My initial statement was in terms of delta v. LEO from Kennedy Space Center takes ~10 km/s of delta v. Mars from LEO is ~ 5 km/s. So, indeed, you are about 2/3rds of the way to Mars capture once you have reached LEO, in terms of the propulsion required. There are other difficulties, but we know fairly well how to keep humans alive in space for long durations thanks to the ISS (on the scale of many months which will be required for a Mars transfer), and there's good reason to believe that transferring from space to Mars will be less difficult for the body than space to Earth.
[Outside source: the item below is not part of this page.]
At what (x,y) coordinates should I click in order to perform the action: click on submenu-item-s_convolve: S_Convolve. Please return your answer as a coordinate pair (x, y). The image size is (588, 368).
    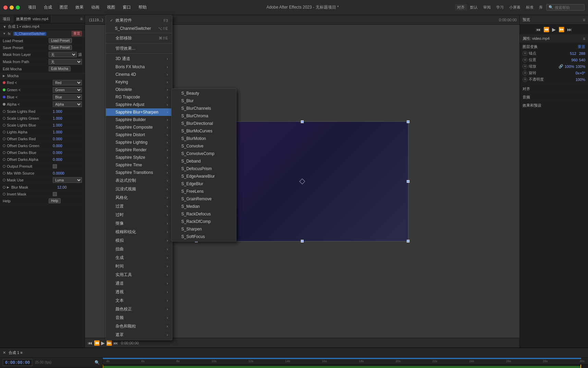
    Looking at the image, I should click on (204, 146).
With respect to the radiation risk, I will copy something I posted in another reply:
This is a solvable problem. The serious danger to life (as in, kill you before you get to Mars) comes from unpredictable solar activity, and you handle that by storing your fuel, water, and other significant mass behind you (pointed towards the sun). The remainder of the threat comes from galactic cosmic radiation, and this is a predictable, low-level dose. We don't understand the impact of these long term low dose rates very well though... the projected cancer risk depends on the veracity of the Linear No Threshold model, and we've got good reasons to believe that this isn't telling the whole story. It very well might be the case that low levels of background radiation don't have a detectable impact on cancer rates. The fact that Colorado experiences higher constant radiation due to uranium in the soil and lower atmospheric shielding means that the residents experience more radiation than the rest of the US, yet Colorado's average lifespan is longer.
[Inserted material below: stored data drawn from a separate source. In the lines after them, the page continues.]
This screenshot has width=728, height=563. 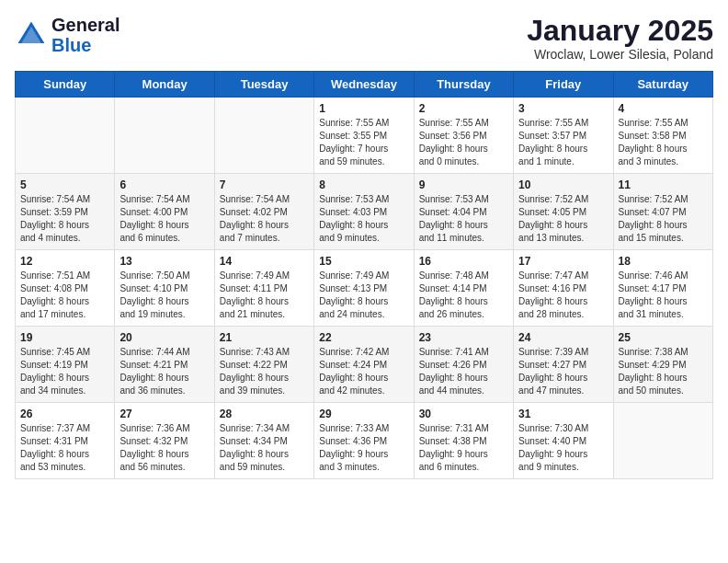 What do you see at coordinates (64, 295) in the screenshot?
I see `day-info: Sunrise: 7:51 AMSunset: 4:08 PMDaylight:…` at bounding box center [64, 295].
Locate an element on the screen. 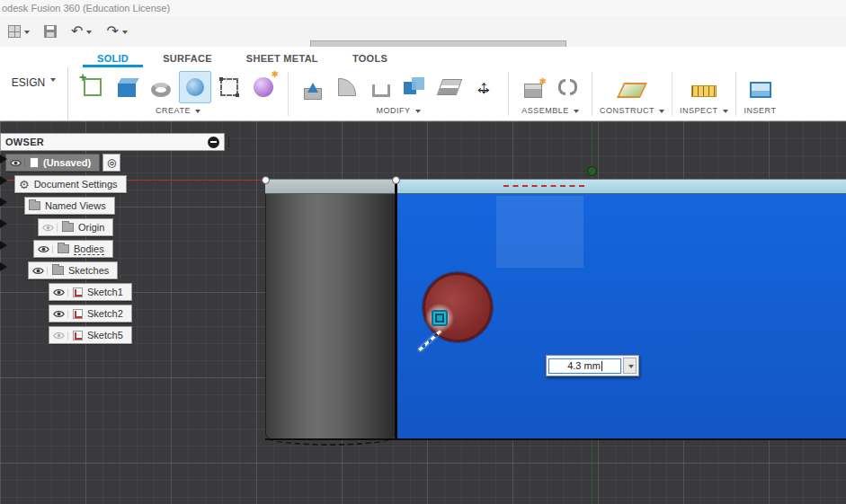 Image resolution: width=846 pixels, height=504 pixels. sketch-dashed-line is located at coordinates (544, 186).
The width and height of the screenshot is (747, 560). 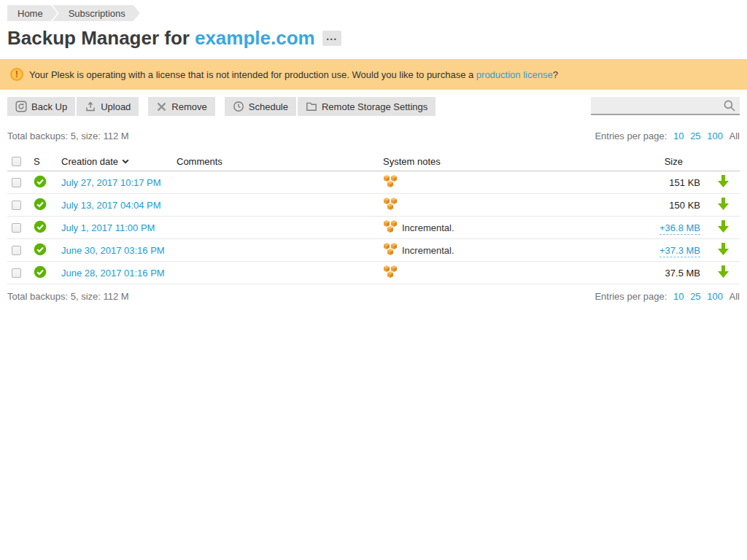 I want to click on warning-text: Your Plesk is operating with a license t…, so click(x=293, y=74).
So, GCR might have an impact, it might not. Even assuming that LNT is accurate, though, the risk is still potentially tolerable. Suppose it doubles your cancer risk - there's still a good chance that heart disease is still the dominant factor in your lifespan, not to mention the considerable risk of launch and reentry. We shouldn't make radiation more of an issue than is warranted - if you've got a 1% chance of dying on launch/reentry, it doesn't make sense to call off a mission because it gives you a .5% chance of dying in the next 20 years from cancer. You're inconsistently allowing one type of risk and disallowing another.
One suggestion I've seen is to send smokers, who then quit cold turkey. Besides the obvious social/physiological issues with this, the data shows that a person quitting smoking and substituting the galactic background radiation would come out ahead in terms of life expectancy - so this tells you what level of risk we're talking about. If a trip to Mars poses less cancer risk than another legal activity that people willfully engage in, that says to me that it is an acceptable level of risk for an informed person to choose to take.
The end result is, there are no deal breakers here, and while I agree that 12 years is aggressive perhaps to the point of folly, I think that the 2040s projections are weakminded and equate to never accomplishing anything, since we've got no demonstrable capability to keep our focus for that amount of time.